Life

Ditched

In my ongoing effort to return my shoulders to somewhere near my torso instead of up around my ears, I had scheduled an appointment with the massage therapist on a Friday at 4:00. It was perfect. I could leave work a little early, let the magic-handed lady apply her knuckles to the permaknots in my neck, and be home close to the regular time.

In theory.

I was tooling along toward home thinking about how the enchiladas for supper were in the fridge but I still needed to make the sauce when a car rose up in the road ahead of me.

Yes, I know. It didn’t really rise up in the road. But this is my story, and that’s how it seemed.

I wasn’t going to be able to stop. I shouldn’t even have had long enough to think that, but time did that surreal elastic thing time does when disaster is imminent, and I had a choice. Smack into an unmoving two-ton object (with humans inside!) at speed, or ditch out. I chose the only real option.

For .6 seconds, I thought I might make it up and out on the other side. We all have dreams.

What I did was move a lot of snow for a vehicle without a snowplow, and then I settled in for a nice long wait.

I called Paul. Hi, I said. I am a strong independent woman. Also I am in a ditch and I need to be rescued please.

Bat signal sent, there I was, with not much to do but berate myself. It’s not that fun and not very productive, so I stopped and texted my friends Jen and Tricia.

Well, I am in a ditch, I said. I am fine. I think the car is even fine. This is not how I expected my Friday night to go.

They expressed their shock and good wishes for my self and my car. Where was I? Did I need anything? Supper? Company?

I was fine, I said, but if anyone had a mulligan, I’d take that.

People streamed by on Route 3, leaving work, going to dinner, occasionally slowing to look. I wondered how long it would take before someone I knew went by. Both I and my car were easily identifiable, and this is Wayne County, after all.

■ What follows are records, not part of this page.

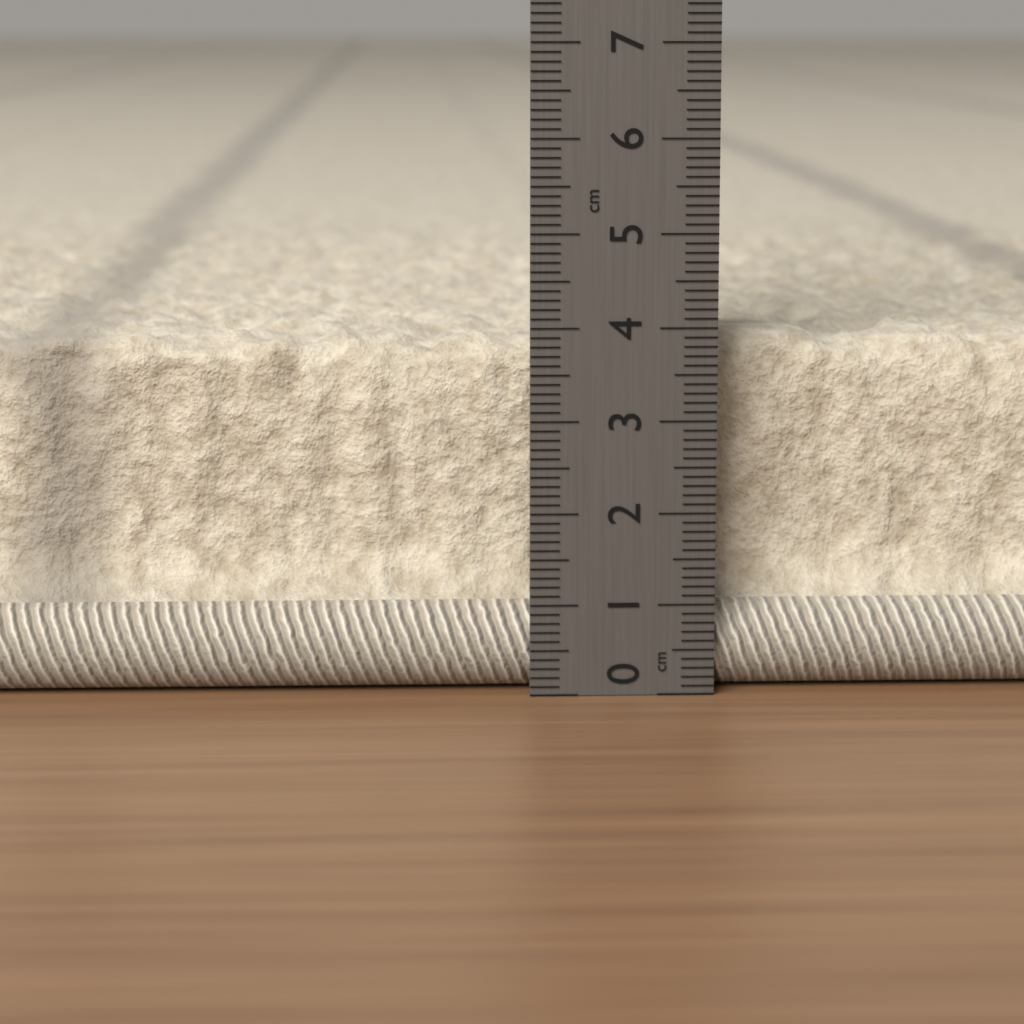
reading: 3.9 cm
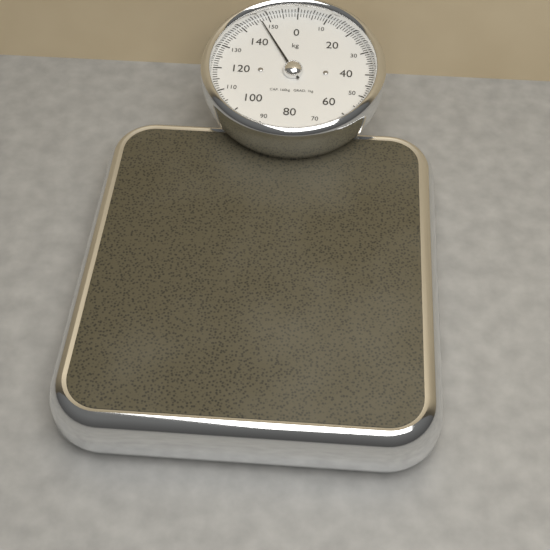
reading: 147 kg
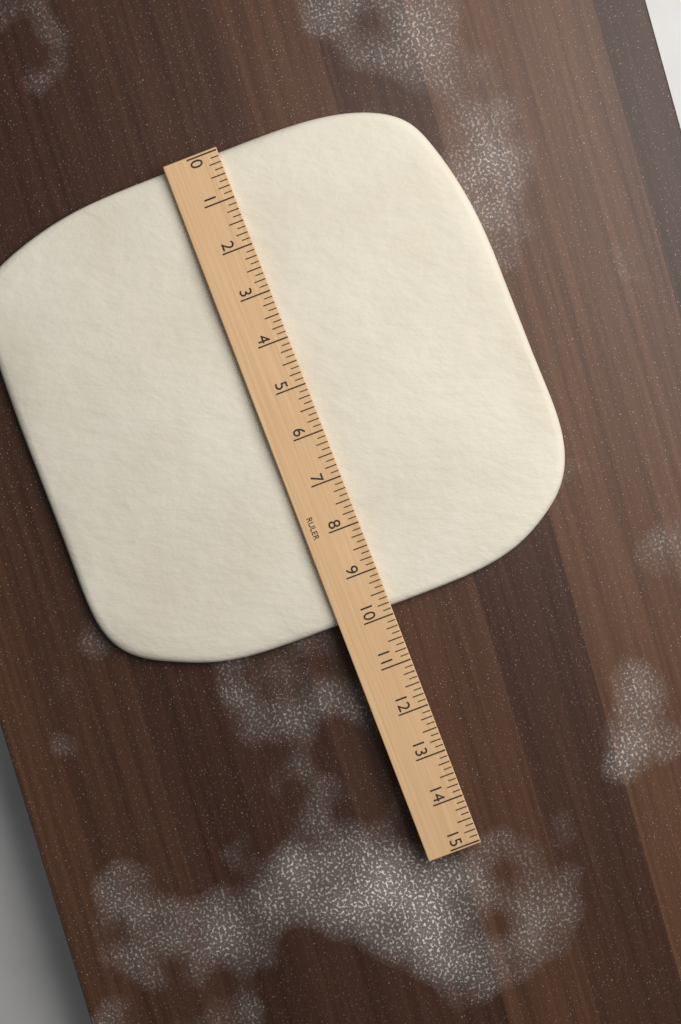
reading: 9.875 (no unit)
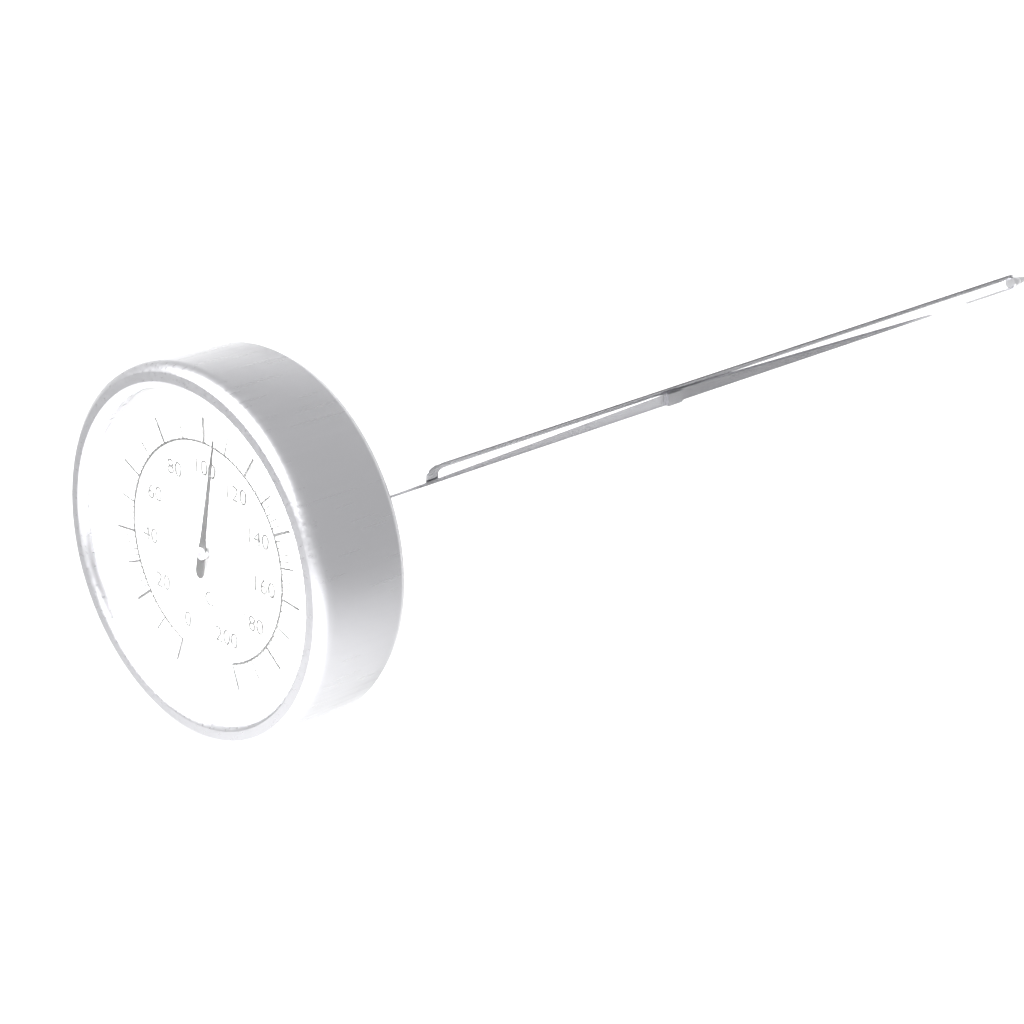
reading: 106 °C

Less than ten minutes later, a car slowed alongside me, flashers lit. The window went down and my eyes went up. It was Steph, from church, making that face. The one you make when your friend is in a snowy ditch, but doesn’t look injured. I was fine, I said, fine fine fine. Embarrassed. Steph’s husband got out and looked. From the front, it had looked like maybe he could push me out. From the back, that was laughable. People are coming, I said. I’m FINE. They weren’t completely sold, but they took off for dinner, rolling up the window with admonitions to call if I needed them.

I’d gotten a text while I talked. Jen was sitting in the parking lot behind me. I didn’t know there was a parking lot behind me, but I craned my neck around and saw her. I hadn’t asked her to come, but there she was, with a warm car and a phone charger and company. My door wedged open just far enough for me to slide out into the snow. I trudged up the road, watching for vehicles, and giving a thumbs up to a guy in a big truck slowing down to check on the car.

Paul, who had been on his way to pick up our great-nephew, didn’t come after all. I’d gotten a text from Tricia, and she and her husband were coming with chains and a truck — I hadn’t asked them either — and it didn’t make much sense for him to come, too. We didn’t really need two hooligans and a toddler in the mix. He went home to make supper.

And that’s how it came to be that Jen and I sat in her car, and Tricia and her husband sat in their truck, all of us talking through the open windows and reliving old stories while we waited on a tow truck, the chains and pickup having been deemed insufficient to the task at hand.

There was a lull in conversation, and I sat for a moment and realized that something seemed odd. It took a moment to identify the feeling. I was having fun. Against all odds, in the freezing cold, feet wet from tromping through snow, having completely undone anything good the massage therapist had accomplished, I was having fun. I laughed more in the two and a half hours we sat there than I had in the entire month before.

We are all ditched out right now, I think. Things are not going the way we had planned. It is harder than we thought, and everything is taking longer than expected, and we are cold and grumpy.

If anything is going to keep us sane while we wait for the tow, it is going to be the kindness of people who stop to check in, the stories that make us laugh till we cry, and the friends who show up without being asked.

And if you have friends that can help the tow truck driver figure out what on earth is going on when the hook gets stuck on your car for half an hour, and help free you from the second absurd muddle of the evening, even better.